In the opening sequence a pre-pubescent girl called “Belle de jour” (Josépine Zapy) has just been found in the same location and is laid out ashen and cold on the misty ground. The repulsive local Judge Mierck (a compulsively watchable Jacques Villeret) is on the scene, and dominates it. He tends to act gleefully menacing and has the habit of gourmandising in the middle of his investigations, giving new meaning to the term, "chewing up the scenery." There’s no love lost between the oily, sadistic Mierck and the austere Prosecutor, though later Mierck does something he thinks is saving the Prosecutor’s skin. He gets no thanks for it.

Next we see the local schoolteacher go definitively nuts in his classroom, dressing his youngsters in gas masks and having them sing the ferocious verses of the Marseillaise while he strips, throws boots and clothes across the room, and urinates on the blackboard. This is our first in-your-face warning that war’s a dangerous infection that may have its worst effects on those who've not been sent to the front.

The teacher’s replacement is a beautiful young woman, Lysia Verhareine (Marina Hands). The loco prof has trashed his room shockingly, so she’s lodged in a cottage on the property of the Prosecutor’s “chateau.” She spends every spare moment pining for her beloved, with whom she exchanges letters to and from the front that she lovingly copies into a red notebook. The Prosecutor, who identifies her with his lost love, intercepts and reads the letters; they suit his own twisted broodings. When one comes with news of the lover’s death he holds it for several weeks. Lysia is found dead in mysterious circumstances shortly after the Prosecutor has finally released the letter to her.
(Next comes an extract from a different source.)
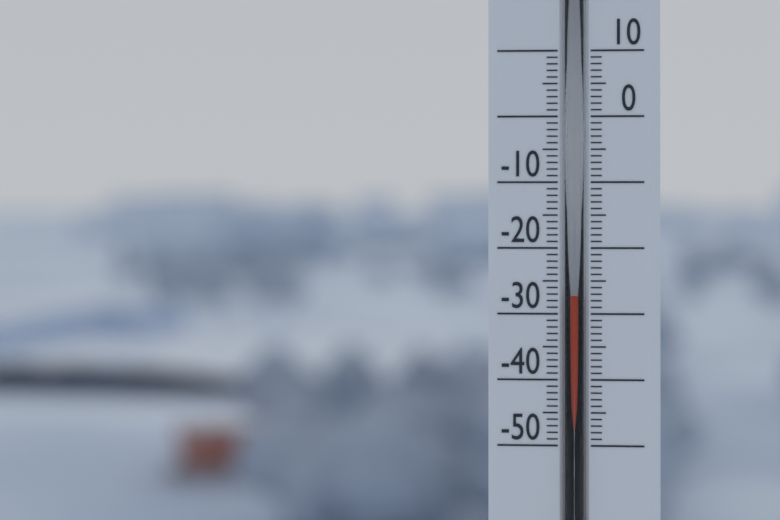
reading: -27 (no unit)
The rest of the film skillfully teases us over the question of whether the Prosecutor killed the lady schoolteadcher and the girl, and perhaps his long-dead wife -- who all three happen to resemble each other. These are mysteries that are never solved. The Prosecutor is the number one grey soul: he has a nobility about him, but seems capable of profoundly evil acts.

We’re further “entertained” by watching as Judge Mierck, accompanied by a Russian-looking colonel, gleefully subjects two captured deserters to torments worthy of Abu Ghraib; and by observing the fate of a deputy policeman (Denis Podalydès). His wife dies in childbirth, probably because the road was blocked by soldiers when she went into labor and he was cut of from her.

Almost everyone in Grey Souls is suicidal or homicidal or, if they lack the energy for that, just angry and vindictive. To say the way this town is depicted represents a Hobbesian view of humanity would be a bit of an understatement. “Grey” may mean they can go either way, and are not clearly either good or bad. That doesn’t seem to fit Judge Mieck, and “grey” also just means mournful. There is no bright happy soul in this film amd watching it isn't a fun thing, though one can't deny it's riveting and well made. Some of the wintry landscapes also have a greyness that's beautiful and unique.

Audience members at the Rendez-Vous with French Cinema screening, mostly well over forty, were well pleased with Angelo’s work and found it profound, eagerly discussing with the director himself the issues they felt it brings up – the main ones presumably being the very fundamental and dark questions as to whether humans are worth not exterminating and life is worth not ending. Grey Souls is very well done, if not without longeurs, but to me it seemed far too contrived and over-the-top -- far more a high-toned sort of horror movie or a novelist’s playful smelling-of-the-lamp mental construct – to think of as a serious and universal philosophical examination of morality and war.

Even the audience laughed when it learned of the Judge’s painful off-screen demise, which smelled a great deal too much of poetic justice.

Les Âmes grises has the downbeat French equivalent of a Hollywood ending: the deputy policeman does not kill his dead wife’s baby. That part of the book Monsieur Angelo leaves out. And a celebration in voiceover of the baby's innocence is as upbeat as the movie gets.

(Shown during the Rendez-Vous with French Cinema Today presented by the Film Society of Lincoln Cener March 2006, Les Âmes grises opened in Paris September 28, 2005.)